I last saw him at his sixtieth birthday celebration at Ithaca. An entire evening was spent by friends, loved ones, and colleagues, heaping praises upon Carl. Each testimony was grander than the next. There was the undergraduate who majored in science after a single encounter with Carl. There was the graduate student who shifted his thesis focus to planetary atmospheres upon becoming excited by the science that Carl had described to him. There was the letter to Carl (read by the Astronomy Department Chair) from a student in Africa who launched an astronomy club in his home village after reading Cosmos. Topping that moment, the department had actually flown the student to Ithaca for the occasion and introduced him to Carl in person. Then there were the letters read from top officials of international governments. And then there was the announcement that an asteroid would be named after Carl's wife, Annie Druyan, whose orbit was in eternal resonance with another asteroid that had already been named for Carl.
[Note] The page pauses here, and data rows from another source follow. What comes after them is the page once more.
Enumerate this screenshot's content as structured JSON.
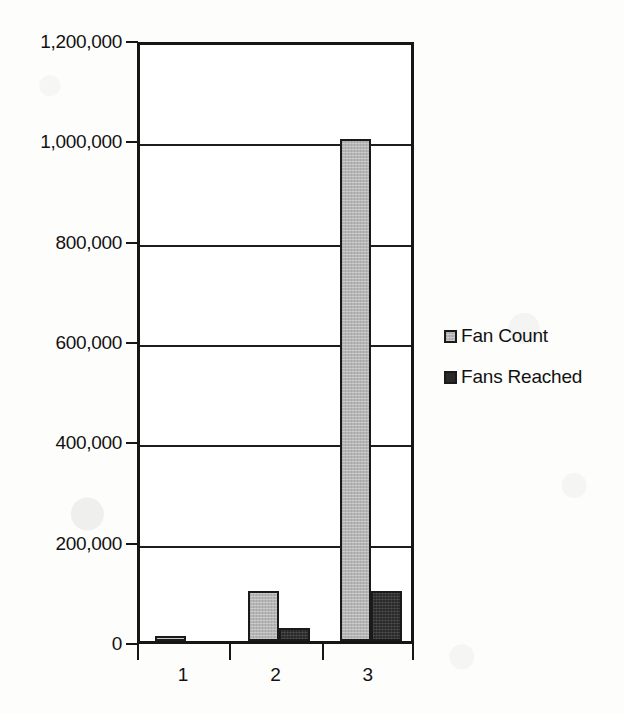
{
  "chart_data": {
    "type": "bar",
    "title": "",
    "subtitle": "",
    "xlabel": "",
    "ylabel": "",
    "categories": [
      "1",
      "2",
      "3"
    ],
    "series": [
      {
        "name": "Fan Count",
        "color": "#b5b5b5",
        "values": [
          10000,
          100000,
          1000000
        ]
      },
      {
        "name": "Fans Reached",
        "color": "#2a2a2a",
        "values": [
          0,
          25000,
          100000
        ]
      }
    ],
    "ylim": [
      0,
      1200000
    ],
    "ytick_values": [
      0,
      200000,
      400000,
      600000,
      800000,
      1000000,
      1200000
    ],
    "ytick_labels": [
      "0",
      "200,000",
      "400,000",
      "600,000",
      "800,000",
      "1,000,000",
      "1,200,000"
    ],
    "xtick_labels": [
      "1",
      "2",
      "3"
    ],
    "grid": true,
    "grid_axis": "y",
    "legend_position": "right",
    "legend_entries": [
      "Fan Count",
      "Fans Reached"
    ],
    "frame": true,
    "background_color": "#ffffff",
    "axis_color": "#161616"
  }
}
The praise seemed unending, which led me to ask myself whether the life of any human being could be worthy of this much praise. The next evening, Carl gave a public talk to a standing-room-only crowd in Cornell's Uris Auditorium. His topic was inspired by the contents of his recent book Pale Blue Dot. During the hour of his talk, and the hour that followed of questions he fielded from the audience, I realized that the praise I had witnessed the night before was only the beginning of the praise that he truly deserves - and will continue to receive.
I will miss him.
Neil deGrasse Tyson is the Frederick P. Rose Director of New York City's Hoyden Planetarium. He is also a visiting research scientist and lecturer at the Department of Astrophysics, Princeton University.
James Oberg
Sagan's greatest gift, which enriched and rewarded us far more than it did him, was his transparent enthusiasm to "find out and tell about" the advance of human understanding of the universe. He vividly humanized what had been previously regarded as cold-blooded "scientific curiosity"; and in advertising science "with a human face," he brought all the strengths and weaknesses of a human being onto the stage. For all of us exposed to his messages, he encouraged our fervent hope that the human intellect, with all of its inefficiencies and distractions to which none of us are immune, could still come to understand, bit by bit, the incomprehensible universe.
James Oberg is a science journalist and space engineer in Houston.